As corruption and greed took over the Roman Empire, rulers placated their restless subjects with what the ancient satirist Juvenal termed “bread and circuses”—i.e., free food and entertainment. I fear that the American experiment with liberty may have encountered a similar obstacle.

Saturday, June 22, 2019

Quote of the Day (Russell Baker, on Summer)


“Ah, summer, what power you have to make us suffer and like it.”—Pulitzer Prize-winning columnist Russell Baker (1925-2019), “Observer: The Strangest Shores,” The New York Times, June 27, 1965

Saturday, November 18, 2017

Quote of the Day (Russell Baker, on the ‘Trump Captivity’)



“To the extent that it had any political content at all, the Trump Captivity might be described as a flare-up of reactionary demagoguery. There was obvious racism in the effort to deny Obama’s citizenship and a hint of more in the slogan about making America ‘great again.’ This could not have been easy to swallow for a party one of whose founders was Abraham Lincoln, yet it submits quietly to the more blatant racism still flourishing in Congress with the do-nothing politics of Senate leaders like Mitch McConnell and the reactionary House faction that rules by terrifying two inert parties.”—Russell Baker, “On the Election—I,” The New York Review of Books, Nov. 10, 2016

At the time he wrote this, the Pulitzer Prize-winning writer Russell Baker was describing how Donald Trump had captured the Republican Party. A year later, following a cataclysmic election that sounds more and more like a mistake with each passing day, it is America as  a whole that the dictator wannabe has captured.

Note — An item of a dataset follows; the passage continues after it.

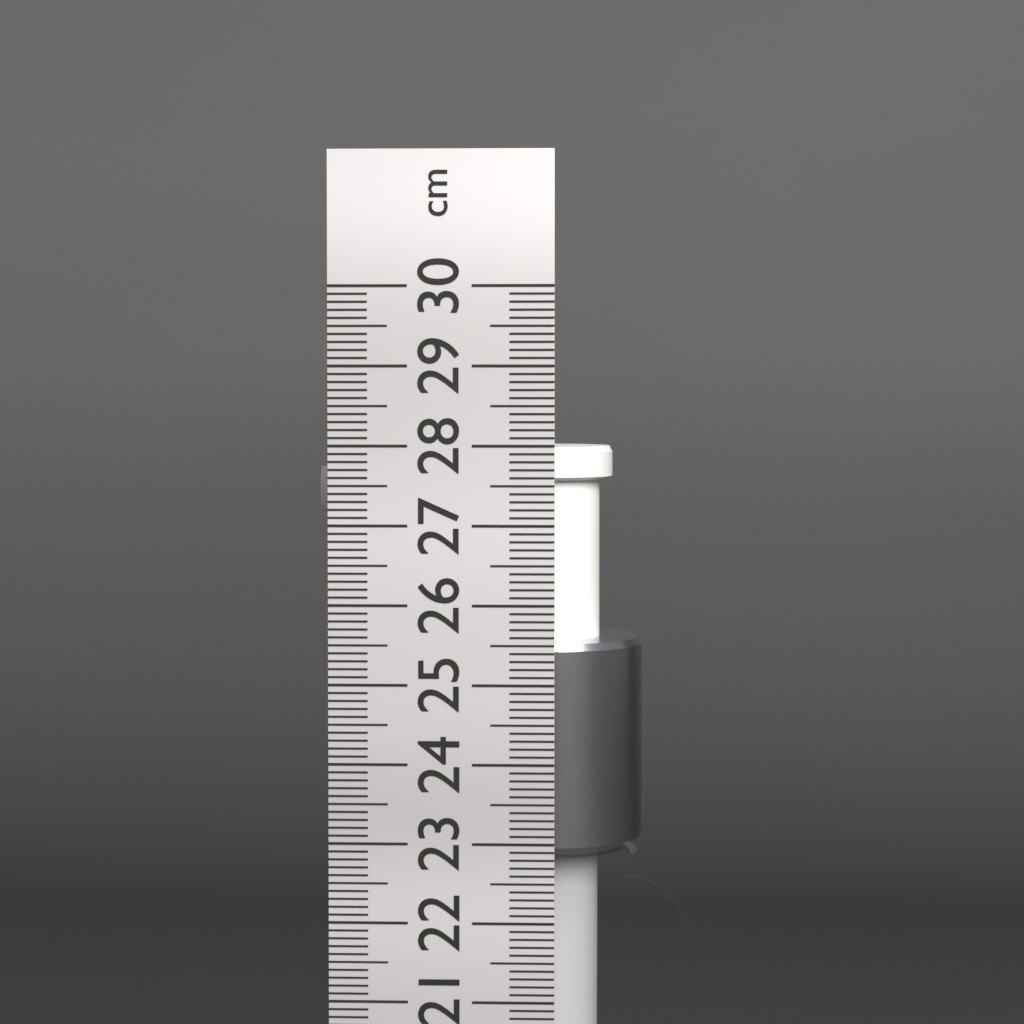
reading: 27.9 cm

“America Held Hostage.” During the Iranian hostage crisis nearly 40 years ago under Jimmy Carter, TV viewers grew used to watching those words appear on their screens in the late hours of each evening, in the ABC news show that became Nightline.

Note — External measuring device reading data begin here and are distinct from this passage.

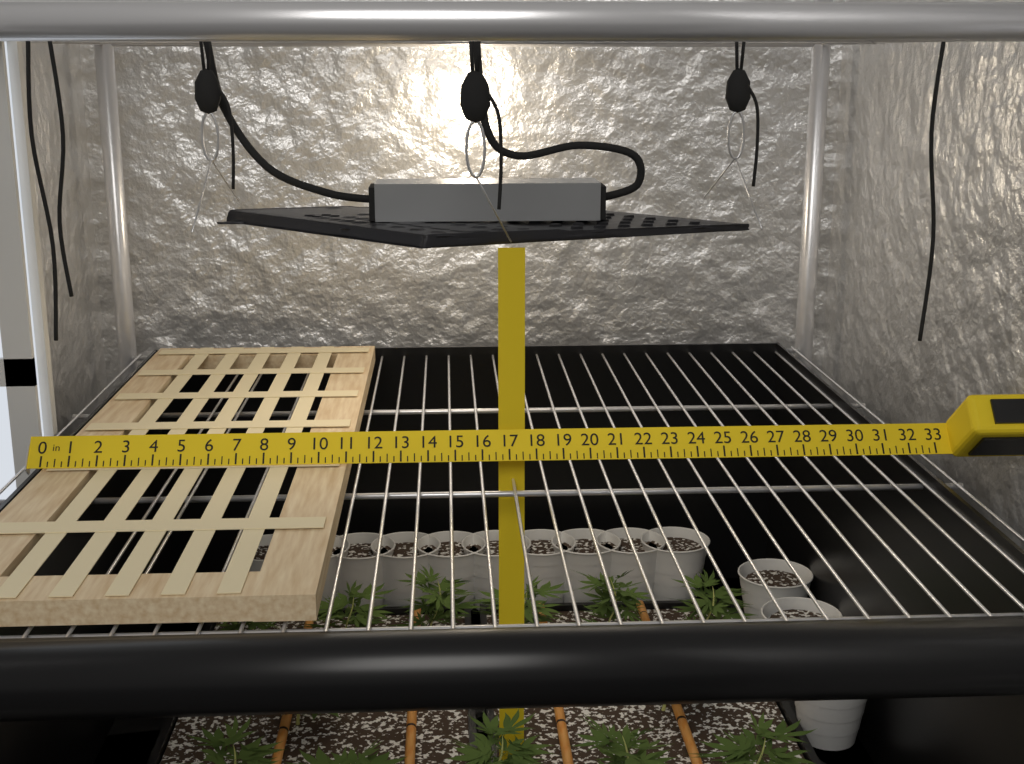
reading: 11.00 in
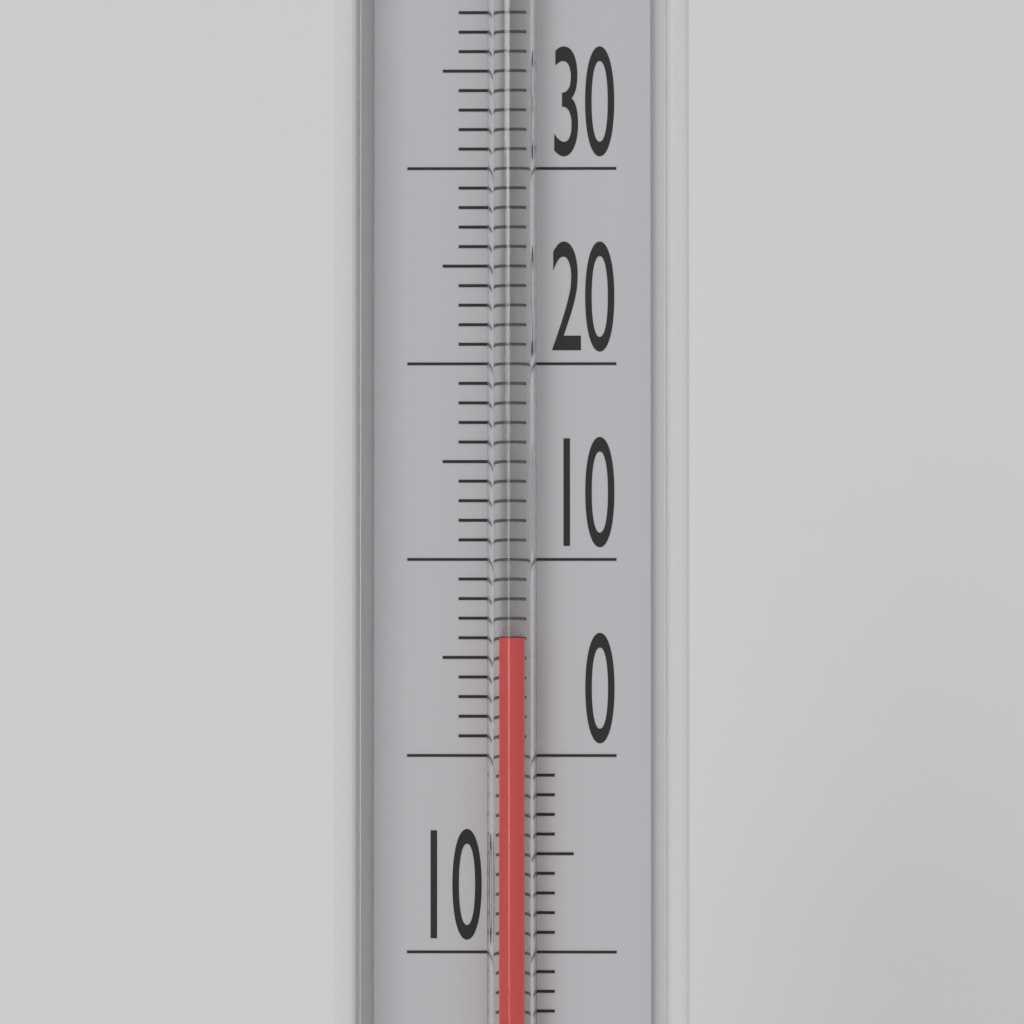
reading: 6 °C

Now, America is held hostage again, this time by a touchy megalomaniac unable to stand the slightest criticism even from within the party he captured with shocking swiftness, with far greater damage:

*to civility toward opponents;

*to a rational two-party system; 

*to economic and racial equality; 

*to Presidential rhetoric that contributes to the nation's ideals; 

*to the notion that religion can bring authentic moral witness to the public square; 

*to the global environment left to future generations;

* to national security; 

* to the Constitution;

* and to citizens abroad who can no longer look to the promise of the nation that Abraham Lincoln once termed “the last best hope of earth.”

Friday, April 15, 2016

Quote of the Day (Russell Baker, With a ‘Taxpayer’s Prayer’)



“Oh Mighty Internal Revenue Service, who turneth the labor of man to ashes, we thank thee for the multitude of thy forms which thou hast set before us and for the infinite confusion of thy commandments, which multiplyth the fortunes of lawyer and accountant alike.”— Russell Baker, “A Taxpayer’s Prayer to the Almighty IRS,” originally in The New York Times, reprinted in The Morning News (Wilmington, Del.), Apr. 10, 1977

Friday, August 14, 2015

Quote of the Day (Russell Baker, on How He Became a Writer)

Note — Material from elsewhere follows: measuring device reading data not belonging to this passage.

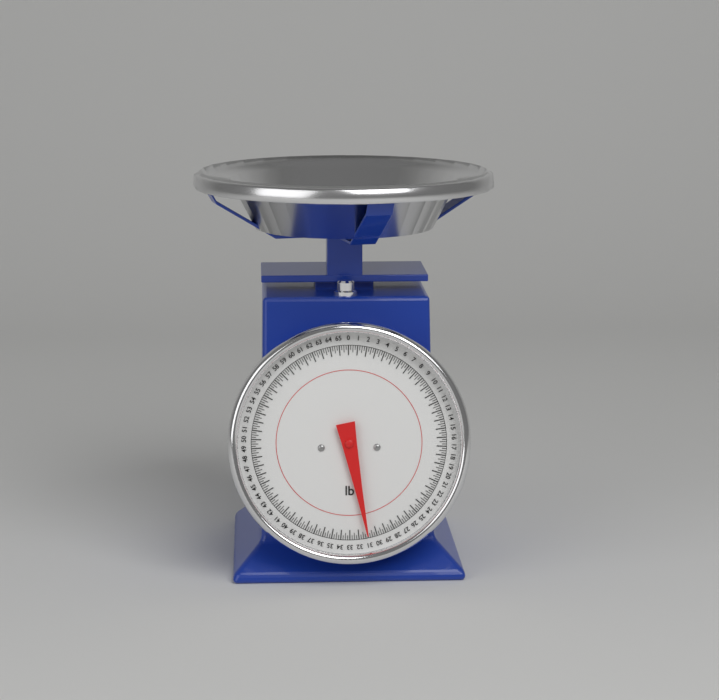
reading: 31.00 lb
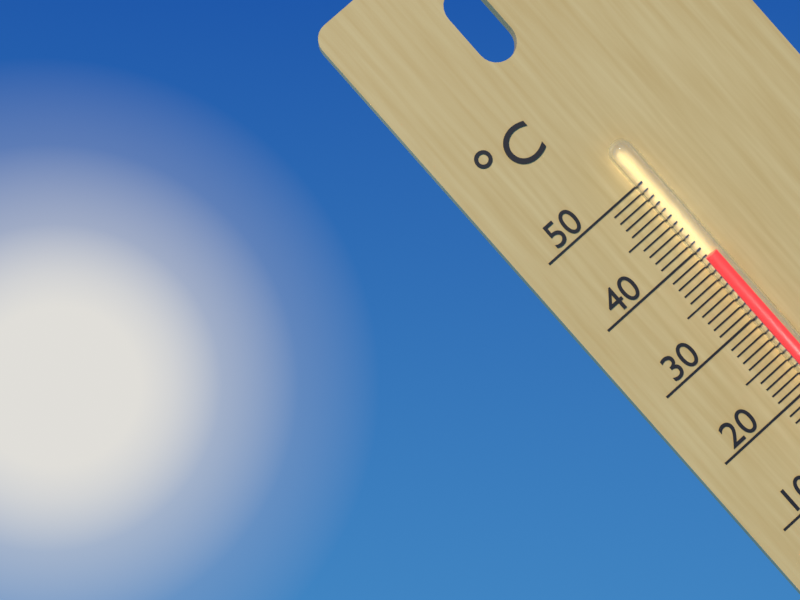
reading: 39 °C
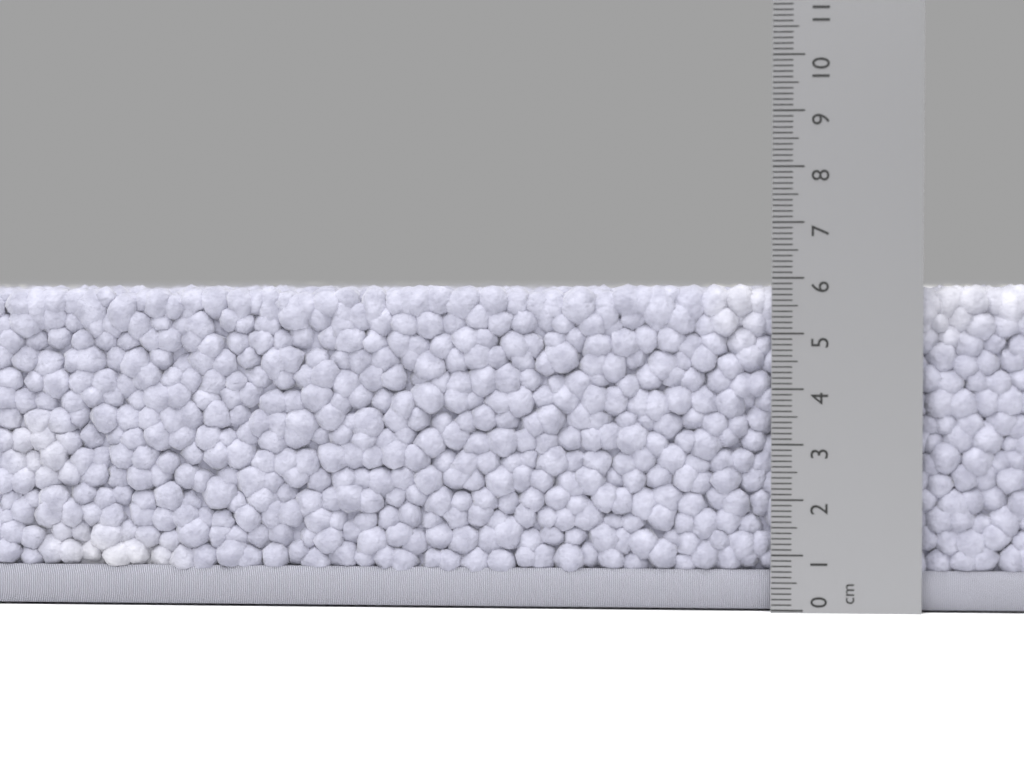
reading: 5.9 cm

“The only thing I was fit for was to be a writer, and this notion rested solely on my suspicion that I would never be fit for real work, and that writing didn't require any.”— Russell Baker, Growing Up (1982)

The wry tone in this quote helped Russell Baker—born on this date 90 years ago in Morrisonville, Va. —win the Pulitzer Prize twice—not only in the biography category for the first volume of his memoirs, Growing Up, but also in 1979 in the commentary category, for his columns in The New York Times.

Baker’s stint with the Times occupied the bulk of his career (he joined its Washington bureau in 1954 and wrote his column from 1962 to 1998). Even in retirement, he has managed to stay busy, succeeding Alistair Cooke as host of Masterpiece Theatre from 1992 to 2004 and contributing the occasional piece to The New York Review of Books more recently.